Statement on Elections Accessibility during the COVID-19 Pandemic

March 17, 2020
Statement on Elections Accessibility during the COVID-19 Pandemic

The National Disability Rights Network (NDRN) understands the challenge of administering elections in the context of the COVID-19 global pandemic. It is critical that elections administrators make every effort to run elections on schedule, protect the health and safety of voters and elections personnel, and preserve access to the ballot for voters with disabilities.

As voters adapt to the significant challenges COVID-19 brings to America’s electoral system, NDRN encourages election administrators to enhance their options for remote voting while maintaining in-person voting systems to the greatest extent possible.

Enhancing options for remote voting:

  • Extend the opportunity to cast an absentee ballot to all eligible voters, without restriction.
  • Extend the deadline to request an absentee ballot.
  • Extend deadlines by which absentee ballots must be postmarked or received by the elections office.
  • Relax requirements for witnessed signatures or notarized signatures, where such requirements exist.
  • Provide absentee ballots with self-sealing, prepaid envelopes for ballot return.
  • Establish additional drop sites for completed absentee ballots.
  • Extend options for ballot delivery and return to all voters, where currently ready for use and made available to some voters, including but not limited to electronic blank ballot delivery, electronic remote ballot marking, and mobile phone voting.
  • Voters should be allowed to designate any individual, including personal care attendants and nursing home and residential facility staff, to pick up the voter’s absentee ballot and return the voter’s completed absentee ballot.
  • Allow the voter or the voter’s designee to return the completed ballot at any elections office, polling place, or designated drop off location in the jurisdiction.
  • Deliver absentee ballots to nursing homes, residential facilities, and public housing facilities that were previously used as polling places and relocated as a result of COVID-19 concerns. Elections staff, representing each political party, can assist in completion of ballots when needed and should collect completed ballots and return them to the elections office by the close of election day.

Maintaining in person voting options:

  • Containing the spread of COVID-19 and protecting residents of nursing homes and residential facilities who are at greatest risk is of critical importance. While less than ideal, some closure and relocation of polling places is expected.
  • In-person voting options must be maintained to the greatest extent possible to ensure access for all voters, particularly voters for whom traditional mail in voting systems are not accessible.
  • All operational polling places should be converted to vote centers, and voters should be allowed to cast their ballots at any polling place in the jurisdiction.
  • Voters should be allowed to vote curbside, even in states where curbside voting is not currently an option by law, to ease ADA compliance issues that will inevitably arise from unexpected relocation of polling sites and to allow voters at greater risk in regard to COVID-19 to limit their exposure.
  • Alternate polling locations should be within close proximity to the closed location and available by similar options for transit, whenever possible.
  • Alternate polling locations must be ADA compliant.
  • Where an ADA compliant location is unavailable, same-day temporary modifications can be made to ensure ADA compliance during polling hours.
  • Voters must be notified as early as possible of any changes to their polling places, and notification must be provided in accessible formats.

NDRN is the non-profit membership association for the congressionally mandated Protection & Advocacy (P&A) agencies, which exist in every state, district, and territory in the United States. The P&As are mandated by the Help America Vote Act to “ensure the full participation in the electoral process for individuals with disabilities, including registering to vote, casting a vote and accessing polling places” and are the leading experts on access to the vote for people with disabilities in the U.S.

Elections administrators must be vigilant to ensure access for all voters in a challenging environment. The P&As are available to provide assistance, and the P&A in every state, district, and territory can be found on our website. For questions regarding this statement, please contact Michelle Bishop, Voting Rights Specialist at [email protected].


WHAT THE EXERCISE ASKS => Copy nothing but the lines below running from the line containing "Image is 868x419 pixels." through the line containing "Image is 451x220 pixels.", both end lines included.

-- -- --

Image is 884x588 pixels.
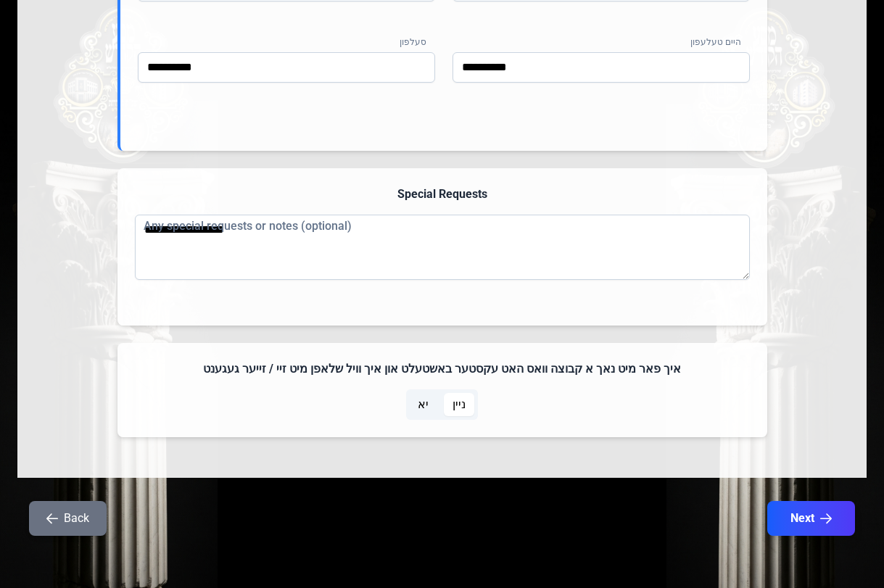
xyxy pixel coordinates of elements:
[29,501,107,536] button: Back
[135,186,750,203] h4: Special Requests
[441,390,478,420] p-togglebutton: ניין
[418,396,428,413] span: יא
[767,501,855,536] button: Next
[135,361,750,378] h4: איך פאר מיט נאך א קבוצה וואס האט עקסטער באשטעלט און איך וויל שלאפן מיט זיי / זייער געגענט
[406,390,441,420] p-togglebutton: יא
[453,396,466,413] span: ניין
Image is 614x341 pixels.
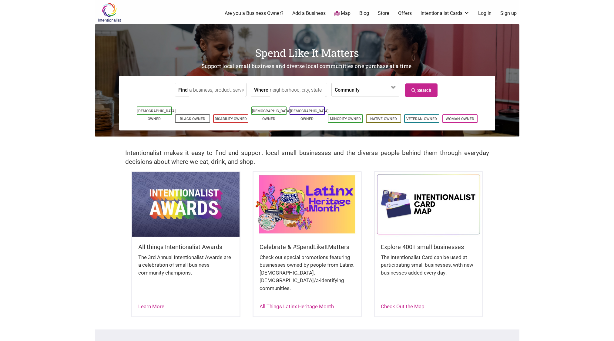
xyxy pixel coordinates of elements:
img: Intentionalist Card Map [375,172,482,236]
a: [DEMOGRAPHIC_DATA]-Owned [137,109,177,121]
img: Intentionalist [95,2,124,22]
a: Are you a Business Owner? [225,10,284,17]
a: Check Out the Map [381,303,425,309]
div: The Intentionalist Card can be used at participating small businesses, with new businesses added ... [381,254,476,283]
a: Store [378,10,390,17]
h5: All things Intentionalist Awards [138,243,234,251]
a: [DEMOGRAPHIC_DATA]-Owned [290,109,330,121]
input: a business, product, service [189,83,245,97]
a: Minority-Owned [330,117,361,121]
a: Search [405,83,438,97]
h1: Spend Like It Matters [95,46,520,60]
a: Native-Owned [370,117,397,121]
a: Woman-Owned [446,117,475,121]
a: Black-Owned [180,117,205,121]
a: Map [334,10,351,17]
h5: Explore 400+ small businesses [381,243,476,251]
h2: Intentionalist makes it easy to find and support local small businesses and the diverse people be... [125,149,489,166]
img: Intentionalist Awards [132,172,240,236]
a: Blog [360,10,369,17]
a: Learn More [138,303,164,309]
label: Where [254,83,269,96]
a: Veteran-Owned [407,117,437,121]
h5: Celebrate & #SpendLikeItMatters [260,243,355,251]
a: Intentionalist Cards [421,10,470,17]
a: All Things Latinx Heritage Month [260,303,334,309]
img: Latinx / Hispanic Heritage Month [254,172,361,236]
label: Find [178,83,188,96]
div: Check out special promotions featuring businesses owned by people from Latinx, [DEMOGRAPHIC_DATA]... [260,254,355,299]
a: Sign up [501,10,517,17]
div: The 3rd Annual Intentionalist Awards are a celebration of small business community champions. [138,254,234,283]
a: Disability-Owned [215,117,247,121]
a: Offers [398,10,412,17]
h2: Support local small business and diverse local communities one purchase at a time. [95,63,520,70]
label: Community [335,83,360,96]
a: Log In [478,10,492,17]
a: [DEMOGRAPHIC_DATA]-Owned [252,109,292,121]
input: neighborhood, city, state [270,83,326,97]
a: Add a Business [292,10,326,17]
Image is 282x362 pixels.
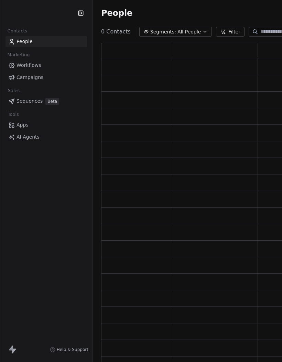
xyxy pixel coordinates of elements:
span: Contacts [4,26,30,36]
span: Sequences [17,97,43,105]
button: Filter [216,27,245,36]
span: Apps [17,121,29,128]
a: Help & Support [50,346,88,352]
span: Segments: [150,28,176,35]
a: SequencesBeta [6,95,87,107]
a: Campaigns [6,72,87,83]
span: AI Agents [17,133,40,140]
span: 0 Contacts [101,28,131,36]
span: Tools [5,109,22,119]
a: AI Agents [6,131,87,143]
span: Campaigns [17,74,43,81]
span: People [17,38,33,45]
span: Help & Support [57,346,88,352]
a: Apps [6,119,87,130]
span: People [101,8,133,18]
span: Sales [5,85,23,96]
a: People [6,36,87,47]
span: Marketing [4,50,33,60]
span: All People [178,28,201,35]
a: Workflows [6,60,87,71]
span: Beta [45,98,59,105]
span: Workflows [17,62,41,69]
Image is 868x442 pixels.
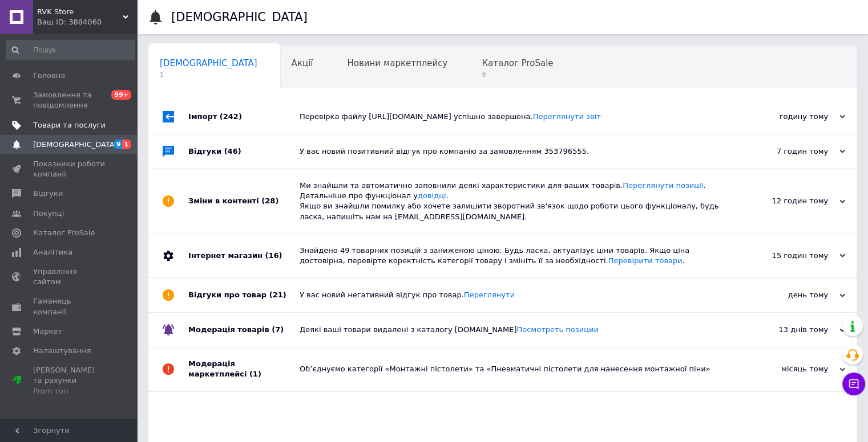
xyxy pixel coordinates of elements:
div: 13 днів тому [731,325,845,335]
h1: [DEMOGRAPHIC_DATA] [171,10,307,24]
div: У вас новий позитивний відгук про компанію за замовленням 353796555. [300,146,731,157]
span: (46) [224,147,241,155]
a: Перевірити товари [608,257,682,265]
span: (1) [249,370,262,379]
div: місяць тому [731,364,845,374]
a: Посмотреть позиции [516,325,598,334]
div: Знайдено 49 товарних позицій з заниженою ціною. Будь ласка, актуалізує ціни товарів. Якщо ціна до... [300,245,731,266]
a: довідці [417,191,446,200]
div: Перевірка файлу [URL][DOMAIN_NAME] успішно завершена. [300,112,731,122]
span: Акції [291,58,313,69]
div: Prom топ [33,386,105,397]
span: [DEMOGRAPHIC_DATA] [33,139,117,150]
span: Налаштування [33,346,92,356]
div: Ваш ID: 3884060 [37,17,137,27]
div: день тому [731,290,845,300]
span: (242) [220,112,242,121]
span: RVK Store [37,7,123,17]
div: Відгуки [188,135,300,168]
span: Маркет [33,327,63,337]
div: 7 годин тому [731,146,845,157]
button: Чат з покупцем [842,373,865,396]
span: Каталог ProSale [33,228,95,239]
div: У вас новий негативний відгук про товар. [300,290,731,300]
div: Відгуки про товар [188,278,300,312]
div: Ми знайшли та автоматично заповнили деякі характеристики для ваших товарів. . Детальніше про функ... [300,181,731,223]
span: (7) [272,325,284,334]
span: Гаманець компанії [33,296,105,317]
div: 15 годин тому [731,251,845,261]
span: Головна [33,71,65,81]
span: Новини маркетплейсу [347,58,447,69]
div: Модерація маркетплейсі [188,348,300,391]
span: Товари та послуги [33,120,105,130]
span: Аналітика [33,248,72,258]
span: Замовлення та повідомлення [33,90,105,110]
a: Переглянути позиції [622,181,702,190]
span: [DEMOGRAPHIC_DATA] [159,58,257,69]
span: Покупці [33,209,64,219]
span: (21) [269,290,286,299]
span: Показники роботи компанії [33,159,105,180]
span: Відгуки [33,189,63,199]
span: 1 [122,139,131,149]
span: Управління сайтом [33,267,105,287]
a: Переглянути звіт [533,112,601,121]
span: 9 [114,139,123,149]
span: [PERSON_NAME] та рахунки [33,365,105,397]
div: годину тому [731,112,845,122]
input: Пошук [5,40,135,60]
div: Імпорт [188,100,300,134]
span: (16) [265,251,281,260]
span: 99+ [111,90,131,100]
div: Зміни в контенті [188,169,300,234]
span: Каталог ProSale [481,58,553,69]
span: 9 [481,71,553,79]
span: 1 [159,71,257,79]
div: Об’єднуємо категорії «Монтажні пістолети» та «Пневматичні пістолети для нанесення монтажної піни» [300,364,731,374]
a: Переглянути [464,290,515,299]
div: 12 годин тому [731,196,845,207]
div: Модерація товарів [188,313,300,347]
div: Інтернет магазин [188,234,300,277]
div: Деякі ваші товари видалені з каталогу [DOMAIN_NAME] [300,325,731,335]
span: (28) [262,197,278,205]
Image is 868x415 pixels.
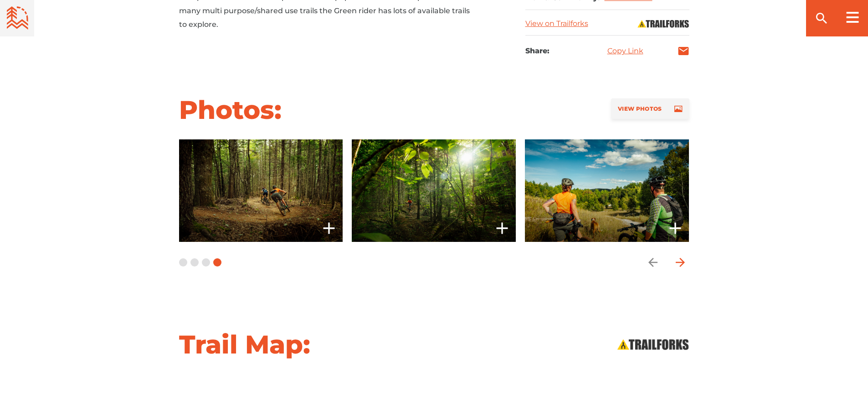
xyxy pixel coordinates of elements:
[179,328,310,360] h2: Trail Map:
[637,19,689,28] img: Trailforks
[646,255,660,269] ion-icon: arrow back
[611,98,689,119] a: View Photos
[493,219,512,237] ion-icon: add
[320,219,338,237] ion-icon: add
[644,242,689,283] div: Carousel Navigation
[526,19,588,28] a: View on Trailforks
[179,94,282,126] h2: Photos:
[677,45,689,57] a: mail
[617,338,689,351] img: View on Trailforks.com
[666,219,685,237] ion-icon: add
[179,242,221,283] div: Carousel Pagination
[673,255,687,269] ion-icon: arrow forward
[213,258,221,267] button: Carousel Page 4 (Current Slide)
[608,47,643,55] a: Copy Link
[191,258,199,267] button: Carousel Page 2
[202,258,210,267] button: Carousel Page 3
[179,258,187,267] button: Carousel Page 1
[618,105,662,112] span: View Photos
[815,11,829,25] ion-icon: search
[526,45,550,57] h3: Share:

-- -- --

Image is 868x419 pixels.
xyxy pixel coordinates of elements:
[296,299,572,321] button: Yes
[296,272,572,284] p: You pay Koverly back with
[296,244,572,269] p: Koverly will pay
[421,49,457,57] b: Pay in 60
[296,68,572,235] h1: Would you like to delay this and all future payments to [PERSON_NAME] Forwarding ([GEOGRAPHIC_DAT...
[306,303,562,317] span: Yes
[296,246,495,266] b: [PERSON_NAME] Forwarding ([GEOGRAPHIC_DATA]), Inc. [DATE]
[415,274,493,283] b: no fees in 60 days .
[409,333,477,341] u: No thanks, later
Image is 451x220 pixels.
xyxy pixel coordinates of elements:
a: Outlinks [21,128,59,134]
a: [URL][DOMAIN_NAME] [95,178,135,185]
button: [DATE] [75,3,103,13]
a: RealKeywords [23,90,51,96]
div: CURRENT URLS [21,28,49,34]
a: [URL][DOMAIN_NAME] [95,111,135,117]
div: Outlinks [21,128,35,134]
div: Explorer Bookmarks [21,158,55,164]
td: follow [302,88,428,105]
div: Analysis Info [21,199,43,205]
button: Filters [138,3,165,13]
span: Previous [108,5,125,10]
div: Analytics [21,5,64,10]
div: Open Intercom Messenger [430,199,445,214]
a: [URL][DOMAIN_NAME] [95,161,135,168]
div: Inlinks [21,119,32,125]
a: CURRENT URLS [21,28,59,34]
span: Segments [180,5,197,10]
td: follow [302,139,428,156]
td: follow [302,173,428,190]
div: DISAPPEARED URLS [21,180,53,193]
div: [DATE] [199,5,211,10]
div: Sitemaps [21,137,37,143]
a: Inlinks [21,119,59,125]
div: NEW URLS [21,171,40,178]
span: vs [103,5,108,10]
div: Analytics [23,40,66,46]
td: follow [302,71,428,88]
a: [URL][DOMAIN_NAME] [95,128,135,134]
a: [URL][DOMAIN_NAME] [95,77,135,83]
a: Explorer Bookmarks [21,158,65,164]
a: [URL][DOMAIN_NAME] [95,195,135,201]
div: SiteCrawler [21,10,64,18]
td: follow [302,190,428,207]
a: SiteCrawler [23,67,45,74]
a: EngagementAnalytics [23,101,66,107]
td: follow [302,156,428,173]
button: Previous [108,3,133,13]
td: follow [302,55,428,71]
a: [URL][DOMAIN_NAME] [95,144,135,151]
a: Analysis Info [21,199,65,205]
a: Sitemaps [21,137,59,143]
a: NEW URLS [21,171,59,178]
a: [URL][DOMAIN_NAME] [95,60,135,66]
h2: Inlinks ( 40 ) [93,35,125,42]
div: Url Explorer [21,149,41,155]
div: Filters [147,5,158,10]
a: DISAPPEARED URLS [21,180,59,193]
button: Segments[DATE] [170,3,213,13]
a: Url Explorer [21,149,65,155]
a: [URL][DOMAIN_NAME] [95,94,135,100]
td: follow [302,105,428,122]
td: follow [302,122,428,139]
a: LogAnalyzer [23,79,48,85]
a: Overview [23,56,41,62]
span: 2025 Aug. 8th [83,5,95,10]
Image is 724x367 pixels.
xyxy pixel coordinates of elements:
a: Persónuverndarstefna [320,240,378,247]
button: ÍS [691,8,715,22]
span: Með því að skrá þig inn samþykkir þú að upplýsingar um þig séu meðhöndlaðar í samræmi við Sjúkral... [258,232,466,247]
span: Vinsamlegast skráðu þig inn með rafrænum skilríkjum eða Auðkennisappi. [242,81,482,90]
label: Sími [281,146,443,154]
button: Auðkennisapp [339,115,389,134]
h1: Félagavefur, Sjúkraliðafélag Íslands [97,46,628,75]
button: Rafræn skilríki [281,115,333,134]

-- -- --

SOLUTION TO THE PROBLEM =>
Image is 868x419 pixels.
xyxy pixel coordinates of elements:
[296,299,572,321] button: Yes
[296,272,572,284] p: You pay Koverly back with
[296,244,572,269] p: Koverly will pay
[421,49,457,57] b: Pay in 60
[296,68,572,235] h1: Would you like to delay this and all future payments to [PERSON_NAME] Forwarding ([GEOGRAPHIC_DAT...
[306,303,562,317] span: Yes
[296,246,495,266] b: [PERSON_NAME] Forwarding ([GEOGRAPHIC_DATA]), Inc. [DATE]
[415,274,493,283] b: no fees in 60 days .
[409,333,477,341] u: No thanks, later
Image is 451x220 pixels.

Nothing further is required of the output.